Petronas plans to invest $20bn in British Columbia project for LNG exports
By JASON NG
Malaysia's state oil and gas company Petroliam Nasional Bhd plans to invest $20 billion in its liquefied natural gas project in West Canada, one of the biggest investments aimed at capitalizing on cheap North American gas, a senior company official said Tuesday.
The company, known as Petronas, is planning two LNG trains of 6 million tpy each under the Pacific NorthWest LNG project by the end of 2019, Anuar Ahmad, head of Petronas' gas and power business, said in an email to Dow Jones Newswires.
The export terminal project in British Columbia was acquired by Petronas last year as part of its $5.2 billion purchase of Canada's Progress Energy Resources. It is just one of several energy companies building LNG export terminals in Canada and the US to create outlets for surplus gas that has resulted from shale-drilling technology unlocking massive new reserves.
Royal Dutch Shell is spearheading one LNG venture at Kitimat, some 200 kilometers from the Petronas one, working with several Asian partners, including Japan's Mitsubishi. Another LNG project is a 50-50 joint venture between Chevron and Apache, also at Kitimat.
TransCanada was picked by Progress Energy to build, own and operate a 5 billion Canadian dollar ($5.1 billion) pipeline that would transport natural gas to the terminal.
The project is crucial for Petronas as well as Malaysia, which has the third-largest oil-and-gas reserves in the Asia-Pacific region, but is struggling to maintain its status as a net exporter of fossil fuels.
Recent new discoveries help to keep reserves up, but maturing oil fields and the interruption of Petronas' oil shipments from South Sudan -- due to a dispute between newly independent South Sudan and its northern neighbour, Sudan -- have intensified Malaysia's search for overseas energy sources.
Petronas aims to make a final investment decision on the West Canada project by the end of 2014 and start commercial operations by the end of 2018.
The Malaysian company is in talks to sell stakes in the project, Mr. Anuar said, after upstream energy company Japan Petroleum Exploration agreed in March to buy a 10% stake.
Petronas is also looking for potential partners to be offtakers of the gas, he added.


Please copy out the lines in the entries that contain "consideration".

-- Opening Marker --

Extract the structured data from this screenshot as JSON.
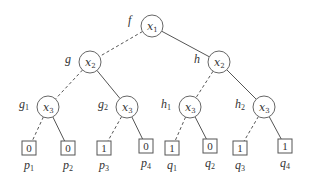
{
  "diagram": {
    "type": "binary-decision-tree",
    "edge_legend": {
      "low": "dashed",
      "high": "solid"
    },
    "nodes": [
      {
        "id": "root",
        "var": "x",
        "sub": "1",
        "label": "f",
        "label_sub": "",
        "cx": 152,
        "cy": 26
      },
      {
        "id": "g",
        "var": "x",
        "sub": "2",
        "label": "g",
        "label_sub": "",
        "cx": 90,
        "cy": 62
      },
      {
        "id": "h",
        "var": "x",
        "sub": "2",
        "label": "h",
        "label_sub": "",
        "cx": 219,
        "cy": 62
      },
      {
        "id": "g1",
        "var": "x",
        "sub": "3",
        "label": "g",
        "label_sub": "1",
        "cx": 48,
        "cy": 107
      },
      {
        "id": "g2",
        "var": "x",
        "sub": "3",
        "label": "g",
        "label_sub": "2",
        "cx": 127,
        "cy": 107
      },
      {
        "id": "h1",
        "var": "x",
        "sub": "3",
        "label": "h",
        "label_sub": "1",
        "cx": 190,
        "cy": 107
      },
      {
        "id": "h2",
        "var": "x",
        "sub": "3",
        "label": "h",
        "label_sub": "2",
        "cx": 264,
        "cy": 107
      }
    ],
    "leaves": [
      {
        "id": "p1",
        "value": "0",
        "label": "p",
        "label_sub": "1",
        "cx": 29,
        "cy": 148
      },
      {
        "id": "p2",
        "value": "0",
        "label": "p",
        "label_sub": "2",
        "cx": 68,
        "cy": 148
      },
      {
        "id": "p3",
        "value": "1",
        "label": "p",
        "label_sub": "3",
        "cx": 104,
        "cy": 148
      },
      {
        "id": "p4",
        "value": "0",
        "label": "p",
        "label_sub": "4",
        "cx": 146,
        "cy": 146
      },
      {
        "id": "q1",
        "value": "1",
        "label": "q",
        "label_sub": "1",
        "cx": 172,
        "cy": 148
      },
      {
        "id": "q2",
        "value": "0",
        "label": "q",
        "label_sub": "2",
        "cx": 210,
        "cy": 146
      },
      {
        "id": "q3",
        "value": "1",
        "label": "q",
        "label_sub": "3",
        "cx": 240,
        "cy": 148
      },
      {
        "id": "q4",
        "value": "1",
        "label": "q",
        "label_sub": "4",
        "cx": 285,
        "cy": 146
      }
    ],
    "edges": [
      {
        "from": "root",
        "to": "g",
        "style": "dashed"
      },
      {
        "from": "root",
        "to": "h",
        "style": "solid"
      },
      {
        "from": "g",
        "to": "g1",
        "style": "dashed"
      },
      {
        "from": "g",
        "to": "g2",
        "style": "solid"
      },
      {
        "from": "h",
        "to": "h1",
        "style": "dashed"
      },
      {
        "from": "h",
        "to": "h2",
        "style": "solid"
      },
      {
        "from": "g1",
        "to": "p1",
        "style": "dashed"
      },
      {
        "from": "g1",
        "to": "p2",
        "style": "solid"
      },
      {
        "from": "g2",
        "to": "p3",
        "style": "dashed"
      },
      {
        "from": "g2",
        "to": "p4",
        "style": "solid"
      },
      {
        "from": "h1",
        "to": "q1",
        "style": "dashed"
      },
      {
        "from": "h1",
        "to": "q2",
        "style": "solid"
      },
      {
        "from": "h2",
        "to": "q3",
        "style": "dashed"
      },
      {
        "from": "h2",
        "to": "q4",
        "style": "solid"
      }
    ]
  }
}
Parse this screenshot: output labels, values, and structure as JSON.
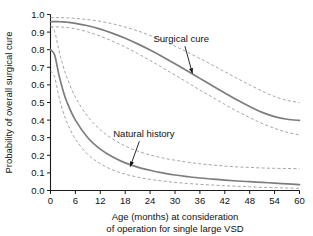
{
  "chart_data": {
    "type": "line",
    "title": "",
    "xlabel": "Age (months) at consideration of operation for single large VSD",
    "xlabel_line1": "Age (months) at consideration",
    "xlabel_line2": "of operation for single large VSD",
    "ylabel": "Probability of overall surgical cure",
    "xlim": [
      0,
      60
    ],
    "ylim": [
      0.0,
      1.0
    ],
    "grid": false,
    "legend": "none",
    "x_ticks": [
      0,
      6,
      12,
      18,
      24,
      30,
      36,
      42,
      48,
      54,
      60
    ],
    "x_tick_labels": [
      "0",
      "6",
      "12",
      "18",
      "24",
      "30",
      "36",
      "42",
      "48",
      "54",
      "60"
    ],
    "y_ticks": [
      0.0,
      0.1,
      0.2,
      0.3,
      0.4,
      0.5,
      0.6,
      0.7,
      0.8,
      0.9,
      1.0
    ],
    "y_tick_labels": [
      "0.0",
      "0.1",
      "0.2",
      "0.3",
      "0.4",
      "0.5",
      "0.6",
      "0.7",
      "0.8",
      "0.9",
      "1.0"
    ],
    "x": [
      0,
      1,
      2,
      3,
      4,
      6,
      9,
      12,
      15,
      18,
      21,
      24,
      27,
      30,
      33,
      36,
      39,
      42,
      45,
      48,
      51,
      54,
      57,
      60
    ],
    "series": [
      {
        "name": "Surgical cure",
        "style": "solid",
        "color": "#7d7d7d",
        "values": [
          0.96,
          0.96,
          0.959,
          0.958,
          0.956,
          0.95,
          0.936,
          0.917,
          0.893,
          0.865,
          0.833,
          0.798,
          0.76,
          0.72,
          0.679,
          0.637,
          0.595,
          0.554,
          0.514,
          0.477,
          0.444,
          0.42,
          0.405,
          0.398
        ]
      },
      {
        "name": "Surgical cure upper 70% confidence limit",
        "style": "dashed",
        "color": "#9b9b9b",
        "values": [
          0.983,
          0.983,
          0.982,
          0.982,
          0.981,
          0.978,
          0.971,
          0.961,
          0.947,
          0.929,
          0.907,
          0.881,
          0.852,
          0.82,
          0.786,
          0.75,
          0.713,
          0.675,
          0.637,
          0.6,
          0.565,
          0.534,
          0.512,
          0.5
        ]
      },
      {
        "name": "Surgical cure lower 70% confidence limit",
        "style": "dashed",
        "color": "#9b9b9b",
        "values": [
          0.93,
          0.93,
          0.929,
          0.928,
          0.926,
          0.919,
          0.901,
          0.877,
          0.848,
          0.815,
          0.778,
          0.739,
          0.698,
          0.656,
          0.614,
          0.571,
          0.53,
          0.489,
          0.45,
          0.414,
          0.381,
          0.353,
          0.331,
          0.315
        ]
      },
      {
        "name": "Natural history",
        "style": "solid",
        "color": "#6e6e6e",
        "values": [
          0.8,
          0.77,
          0.66,
          0.57,
          0.5,
          0.4,
          0.3,
          0.235,
          0.19,
          0.157,
          0.133,
          0.115,
          0.1,
          0.088,
          0.079,
          0.071,
          0.065,
          0.059,
          0.054,
          0.05,
          0.046,
          0.042,
          0.038,
          0.033
        ]
      },
      {
        "name": "Natural history upper 70% confidence limit",
        "style": "dashed",
        "color": "#9b9b9b",
        "values": [
          0.935,
          0.905,
          0.8,
          0.71,
          0.64,
          0.53,
          0.42,
          0.345,
          0.292,
          0.253,
          0.224,
          0.202,
          0.185,
          0.172,
          0.161,
          0.152,
          0.145,
          0.139,
          0.134,
          0.131,
          0.128,
          0.126,
          0.125,
          0.124
        ]
      },
      {
        "name": "Natural history lower 70% confidence limit",
        "style": "dashed",
        "color": "#9b9b9b",
        "values": [
          0.68,
          0.645,
          0.535,
          0.45,
          0.385,
          0.292,
          0.205,
          0.152,
          0.117,
          0.093,
          0.076,
          0.063,
          0.054,
          0.046,
          0.04,
          0.035,
          0.031,
          0.027,
          0.024,
          0.021,
          0.018,
          0.016,
          0.014,
          0.012
        ]
      }
    ],
    "annotations": [
      {
        "text": "Surgical cure",
        "label_x": 31.5,
        "label_y": 0.845,
        "point_x": 34.2,
        "point_y": 0.665
      },
      {
        "text": "Natural history",
        "label_x": 22.5,
        "label_y": 0.305,
        "point_x": 19.2,
        "point_y": 0.135
      }
    ]
  }
}
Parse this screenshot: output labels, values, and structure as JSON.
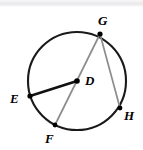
{
  "figure": {
    "type": "circle-geometry-diagram",
    "background_color": "#ffffff",
    "stroke_colors": {
      "circle": "#1a1a1a",
      "radius_de": "#111111",
      "chord_gh": "#8c8c8c",
      "diameter_gf": "#8c8c8c",
      "point_dot": "#000000"
    },
    "circle": {
      "center_label": "D",
      "center_x": 77,
      "center_y": 81,
      "radius": 49,
      "stroke_width": 2.1
    },
    "points": [
      {
        "label": "G",
        "x": 100,
        "y": 34,
        "label_x": 98,
        "label_y": 14,
        "on_circle": true
      },
      {
        "label": "E",
        "x": 30,
        "y": 96,
        "label_x": 10,
        "label_y": 92,
        "on_circle": true
      },
      {
        "label": "D",
        "x": 77,
        "y": 81,
        "label_x": 85,
        "label_y": 74,
        "on_circle": false
      },
      {
        "label": "F",
        "x": 55,
        "y": 125,
        "label_x": 45,
        "label_y": 132,
        "on_circle": true
      },
      {
        "label": "H",
        "x": 120,
        "y": 108,
        "label_x": 124,
        "label_y": 109,
        "on_circle": true
      }
    ],
    "segments": [
      {
        "name": "radius-D-E",
        "from": "D",
        "to": "E",
        "kind": "radius",
        "color": "#111111",
        "width": 2.6
      },
      {
        "name": "diameter-G-F",
        "from": "G",
        "to": "F",
        "kind": "diameter",
        "color": "#8c8c8c",
        "width": 1.7
      },
      {
        "name": "chord-G-H",
        "from": "G",
        "to": "H",
        "kind": "chord",
        "color": "#8c8c8c",
        "width": 1.7
      }
    ],
    "label_font_size": "13px"
  }
}
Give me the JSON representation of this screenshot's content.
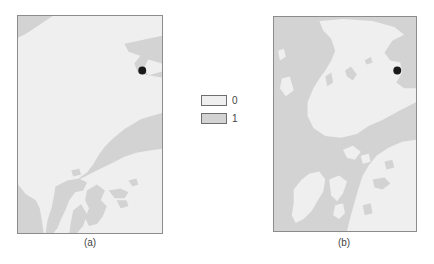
{
  "figure": {
    "panels": [
      {
        "id": "a",
        "caption": "(a)",
        "marker": {
          "x_px": 126,
          "y_px": 55
        }
      },
      {
        "id": "b",
        "caption": "(b)",
        "marker": {
          "x_px": 125,
          "y_px": 54
        }
      }
    ],
    "legend": {
      "items": [
        {
          "label": "0",
          "color": "#efefef"
        },
        {
          "label": "1",
          "color": "#d3d3d3"
        }
      ]
    },
    "colors": {
      "class_0": "#efefef",
      "class_1": "#d3d3d3",
      "border": "#8c8c8c",
      "marker": "#1a1a1a"
    }
  }
}
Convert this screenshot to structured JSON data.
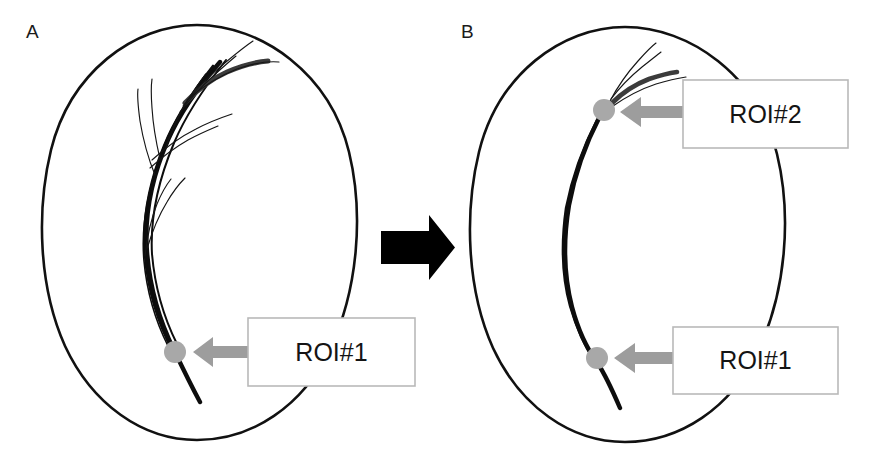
{
  "figure": {
    "background_color": "#ffffff",
    "width": 871,
    "height": 451
  },
  "panels": [
    {
      "id": "panel-a",
      "label": "A",
      "label_x": 26,
      "label_y": 38,
      "brain_outline": {
        "center_x": 200,
        "center_y": 233,
        "radius_x": 155,
        "radius_y": 208,
        "stroke_color": "#111111"
      },
      "fiber_count_description": "full bundle with fanning branches",
      "rois": [
        {
          "name": "ROI#1",
          "label": "ROI#1",
          "dot_x": 175,
          "dot_y": 352,
          "dot_radius": 11,
          "dot_color": "#a8a8a8",
          "box_x": 248,
          "box_y": 318,
          "box_width": 167,
          "box_height": 68,
          "arrow_color": "#9d9d9d",
          "arrow_direction": "left"
        }
      ]
    },
    {
      "id": "panel-b",
      "label": "B",
      "label_x": 461,
      "label_y": 38,
      "brain_outline": {
        "center_x": 628,
        "center_y": 234,
        "radius_x": 156,
        "radius_y": 208,
        "stroke_color": "#111111"
      },
      "fiber_count_description": "single tract passing through both ROIs",
      "rois": [
        {
          "name": "ROI#2",
          "label": "ROI#2",
          "dot_x": 604,
          "dot_y": 110,
          "dot_radius": 11,
          "dot_color": "#a8a8a8",
          "box_x": 683,
          "box_y": 80,
          "box_width": 165,
          "box_height": 68,
          "arrow_color": "#9d9d9d",
          "arrow_direction": "left"
        },
        {
          "name": "ROI#1",
          "label": "ROI#1",
          "dot_x": 597,
          "dot_y": 358,
          "dot_radius": 11,
          "dot_color": "#a8a8a8",
          "box_x": 673,
          "box_y": 327,
          "box_width": 165,
          "box_height": 67,
          "arrow_color": "#9d9d9d",
          "arrow_direction": "left"
        }
      ]
    }
  ],
  "transition_arrow": {
    "name": "black-transition-arrow",
    "color": "#000000",
    "direction": "right",
    "x": 381,
    "y": 215,
    "width": 74,
    "height": 65
  },
  "colors": {
    "outline": "#111111",
    "tract_dark": "#0d0d0d",
    "tract_mid": "#3b3b3b",
    "roi_dot": "#a8a8a8",
    "roi_arrow": "#9d9d9d",
    "roi_box_border": "#b9b9b9",
    "text": "#141414",
    "background": "#ffffff"
  }
}
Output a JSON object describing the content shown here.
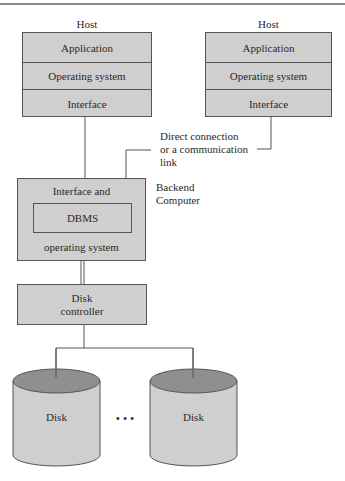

-- Closing Marker --

### Answer box
    "xlabel": "Age (months) at consideration of operation for single large VSD",
    "xlabel_line1": "Age (months) at consideration",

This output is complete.